Avenue McGill College in Montreal, (Photo credit: Wikipedia) |
(This piece was published in The Gazette, Montreal, on Nov. 23, 2012).
I first came to Montreal in 1957
when Papa Duplessis was still in full charge. One of my enduring memories is of
the night he was taken fatally ill in Schefferville. A fellow walking ahead of
me on Ste. Catherine street, picked up a
newspaper from a kiosk, tossed it back on the pile and said, “When he dies, I’ll
buy one!”
I came directly
from Winnipeg, where I had arrived by way of
Kenora, Kirkland Lake, London, Coventry,
Dalkeith, the Punjab, northern Queensland and ultimately from Invercargill, my
hometown in the far south of New Zealand, a city we all referred to as “the
southernmost city in the British Empire.”
In Winnipeg we had
heard a lot about the lackadaisical nature of English-language journalism in
Montreal in those days, and when I arrived it turned out they were all true. My
first job on The Montreal Star was
the hotel beat, which involved mooching
up Bleury towards downtown, a half-hour pause
most mornings at Archie Handel’s Diamond
bookstore to chew the fat, on up to the larger hotels, Sheraton Mount Royal, Laurentien, Windsor, Ritz-Carlton just long
enough for the desk clerks to say they had no guests of interest, then to the Pam-Pam on Stanley for a cup of
coffee over a book for an hour or so, while keeping tabs on the middle-aged,
East European waitresses on each of whose faces was written a lifetime of
experience that a young innocent reporter could only imagine.
I have returned to
the city after 37 years away, have taken to recalling the good old days, boring
my friends to tears --- and
when I described the above routine one
friend remarked, “Sounds like a great gig!”
He could say that again.
Although by this
time, having worked in four different countries, I had never met a newspaper
whose politics I agreed with, I was enchanted with Montreal. Peripherally, my
hotel gig put me in touch with people who loved good food and drink, including
members of the Quebecois bourgeoisie, people with genteel old world manners and
a French joie de vivre, many of whom seemed to me to be consummate crooks. When
I got to know the journalists on La
Presse, I discovered an underworld of seething resentment and political awareness, radicalism of a kind
I had been accustomed to elsewhere, and which in Montreal soon developed into a
movement that only three years later threw out the old guard of Quebec
politics, and began the transformation of this society.
When The Star sent me to London to represent
them, I found myself deeply grateful I worked for an old-fashioned,
conservative newspaper that was quite
happy to leave me alone to do my thing so long as I sent them plenty of copy,
something I had no trouble in doing. (This really was a great gig!) I developed into almost a fine art, how to
hold the guys back in the office at arm’s length. I made the occasional visit
back to the home base, on each occasion once again being bedazzled by the
vivacity of Montreal, and was only mildly disappointed when, after eight years,
I was finally recalled to home duty.
I didn’t have much
time for Maitre Drapeau and his way of running things, so, after a few embarrassing
skirmishes, the newspaper decided I would better serve its interests if I was
despatched to far-flung places like northern BC, the Northwest Territories, even Alaska, to report
on the parlous condition of the
indigenous inhabitants. Back home what
was happening was the FLQ insurrection, troops in the streets, but my enduring
memory of that time is being phoned by a newspaper in Vancouver asking for a
red-hot account of life in the very heart
of the storm. “Afraid I can’t help you,” I said. “I am sitting here writing a
learned piece about city planning in Vancouver!”
I left in 1975 to
return to my home country, a big mistake. But 37 years later the Montreal I
have returned to still seems beautiful, busier than all hell, the charm and the
corruption undisturbed, apparently, and the heart still visible, beating away
on its sleeve. I can’t keep up with the intense level of cultural activity.
And those students
who throng the streets around McGill --- are they ever young! Was I ever that
young? I doubt it.
WoW! Je me souviens - tu me done le mal du pays!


Exercise prompt:
Which lines below contain "Accessories"? Pull them out.

::::

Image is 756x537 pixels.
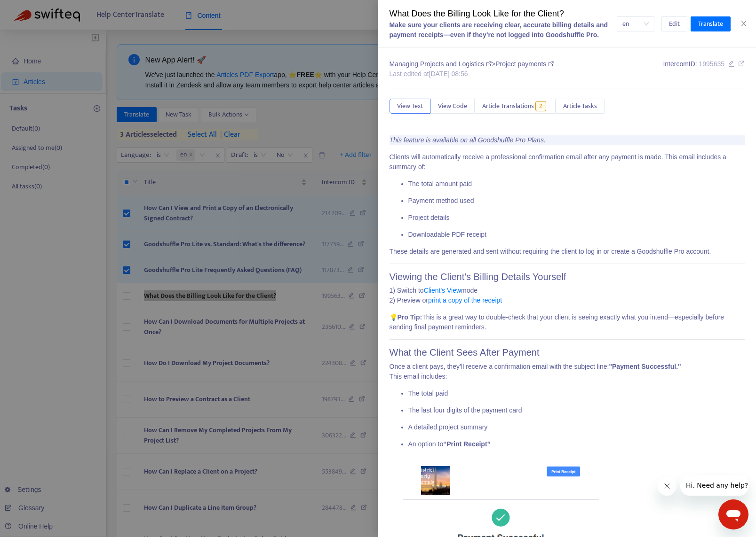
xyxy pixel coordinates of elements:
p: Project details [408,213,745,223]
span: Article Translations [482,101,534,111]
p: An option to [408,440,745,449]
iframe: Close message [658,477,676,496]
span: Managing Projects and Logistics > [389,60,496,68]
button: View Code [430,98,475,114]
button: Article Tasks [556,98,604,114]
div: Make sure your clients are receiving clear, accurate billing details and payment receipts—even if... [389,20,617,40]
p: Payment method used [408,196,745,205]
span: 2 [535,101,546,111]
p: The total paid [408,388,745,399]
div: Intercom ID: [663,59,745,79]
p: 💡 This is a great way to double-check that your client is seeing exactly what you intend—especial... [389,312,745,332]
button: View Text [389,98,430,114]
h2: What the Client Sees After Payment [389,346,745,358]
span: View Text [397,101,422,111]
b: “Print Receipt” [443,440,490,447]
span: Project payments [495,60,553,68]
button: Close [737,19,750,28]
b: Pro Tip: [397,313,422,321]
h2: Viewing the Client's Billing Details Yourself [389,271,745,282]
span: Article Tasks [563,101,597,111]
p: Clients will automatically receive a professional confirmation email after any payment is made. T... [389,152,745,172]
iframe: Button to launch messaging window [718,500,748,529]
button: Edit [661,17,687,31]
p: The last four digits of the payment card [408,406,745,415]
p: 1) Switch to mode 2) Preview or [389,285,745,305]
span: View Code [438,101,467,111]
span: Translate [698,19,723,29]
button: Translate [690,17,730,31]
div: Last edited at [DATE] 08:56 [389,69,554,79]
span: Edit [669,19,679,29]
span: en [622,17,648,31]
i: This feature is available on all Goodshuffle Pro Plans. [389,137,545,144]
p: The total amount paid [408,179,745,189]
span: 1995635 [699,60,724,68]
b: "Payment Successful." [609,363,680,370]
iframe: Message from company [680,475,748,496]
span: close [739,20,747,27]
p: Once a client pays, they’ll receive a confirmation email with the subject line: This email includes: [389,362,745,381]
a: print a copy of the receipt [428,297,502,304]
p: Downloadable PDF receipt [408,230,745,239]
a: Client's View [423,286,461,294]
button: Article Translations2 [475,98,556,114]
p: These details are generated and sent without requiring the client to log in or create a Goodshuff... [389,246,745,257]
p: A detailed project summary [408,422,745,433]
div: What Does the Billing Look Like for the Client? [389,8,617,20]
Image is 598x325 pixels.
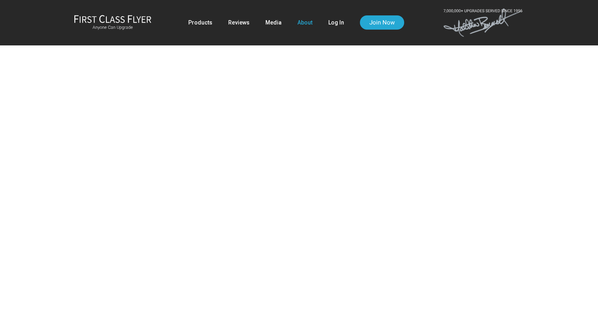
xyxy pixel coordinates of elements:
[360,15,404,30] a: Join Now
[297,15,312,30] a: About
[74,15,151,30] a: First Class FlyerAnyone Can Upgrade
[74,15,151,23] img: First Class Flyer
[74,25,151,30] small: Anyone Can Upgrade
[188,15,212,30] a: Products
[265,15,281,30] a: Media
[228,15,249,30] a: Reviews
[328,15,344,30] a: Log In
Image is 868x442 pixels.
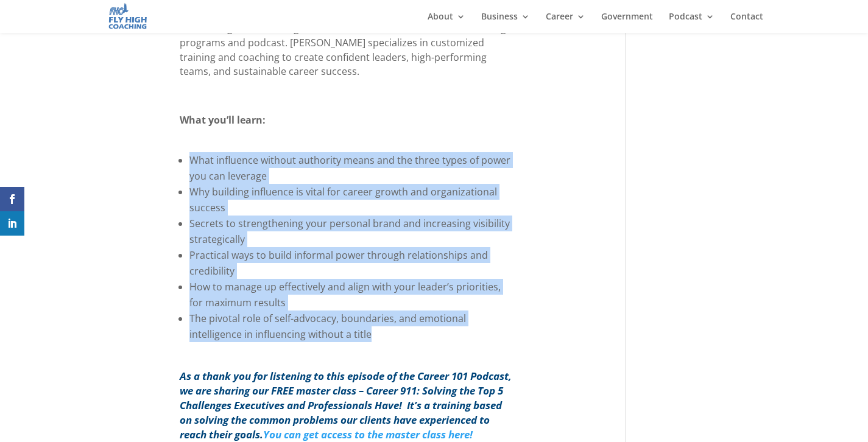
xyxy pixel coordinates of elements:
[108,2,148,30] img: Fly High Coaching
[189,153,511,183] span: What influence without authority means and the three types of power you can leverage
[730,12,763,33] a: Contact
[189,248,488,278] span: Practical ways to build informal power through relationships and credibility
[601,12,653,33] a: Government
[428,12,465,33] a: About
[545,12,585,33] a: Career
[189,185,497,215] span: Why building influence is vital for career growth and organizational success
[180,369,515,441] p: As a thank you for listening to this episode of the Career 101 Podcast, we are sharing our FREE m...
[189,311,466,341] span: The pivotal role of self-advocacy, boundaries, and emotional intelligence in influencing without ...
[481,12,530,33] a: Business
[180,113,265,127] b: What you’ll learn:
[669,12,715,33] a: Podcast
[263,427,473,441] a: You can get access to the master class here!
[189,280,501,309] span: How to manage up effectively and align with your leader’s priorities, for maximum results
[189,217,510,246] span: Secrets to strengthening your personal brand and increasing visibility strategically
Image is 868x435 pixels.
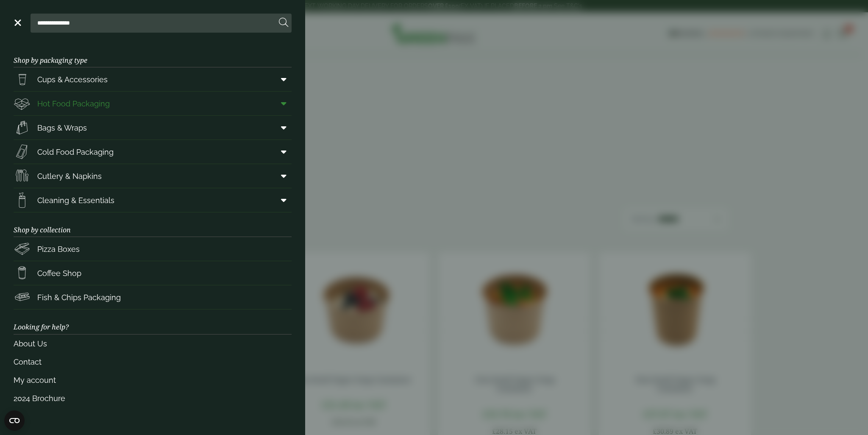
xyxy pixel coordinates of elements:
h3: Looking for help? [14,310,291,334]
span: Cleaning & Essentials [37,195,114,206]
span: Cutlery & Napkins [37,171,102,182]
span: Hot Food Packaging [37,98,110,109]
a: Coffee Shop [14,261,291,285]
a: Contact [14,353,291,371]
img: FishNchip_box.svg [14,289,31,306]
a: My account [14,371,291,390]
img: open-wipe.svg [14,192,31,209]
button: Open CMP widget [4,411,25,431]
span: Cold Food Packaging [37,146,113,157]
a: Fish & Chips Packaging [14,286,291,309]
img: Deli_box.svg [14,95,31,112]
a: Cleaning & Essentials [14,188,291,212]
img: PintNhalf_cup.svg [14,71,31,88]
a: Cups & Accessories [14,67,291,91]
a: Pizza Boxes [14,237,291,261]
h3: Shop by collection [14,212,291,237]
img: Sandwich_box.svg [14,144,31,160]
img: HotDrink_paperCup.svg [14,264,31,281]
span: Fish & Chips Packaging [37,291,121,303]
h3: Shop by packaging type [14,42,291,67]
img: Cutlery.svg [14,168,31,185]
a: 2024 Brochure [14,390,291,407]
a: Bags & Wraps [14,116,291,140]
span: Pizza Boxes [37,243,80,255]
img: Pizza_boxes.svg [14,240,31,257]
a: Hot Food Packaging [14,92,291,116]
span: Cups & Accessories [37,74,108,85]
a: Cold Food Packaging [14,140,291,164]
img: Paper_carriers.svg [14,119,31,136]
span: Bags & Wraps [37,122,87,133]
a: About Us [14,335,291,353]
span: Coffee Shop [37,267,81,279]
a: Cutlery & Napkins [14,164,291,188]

::::

Exercise response:
a: Cups & Accessories [14,67,291,91]
span: Cups & Accessories [37,74,108,85]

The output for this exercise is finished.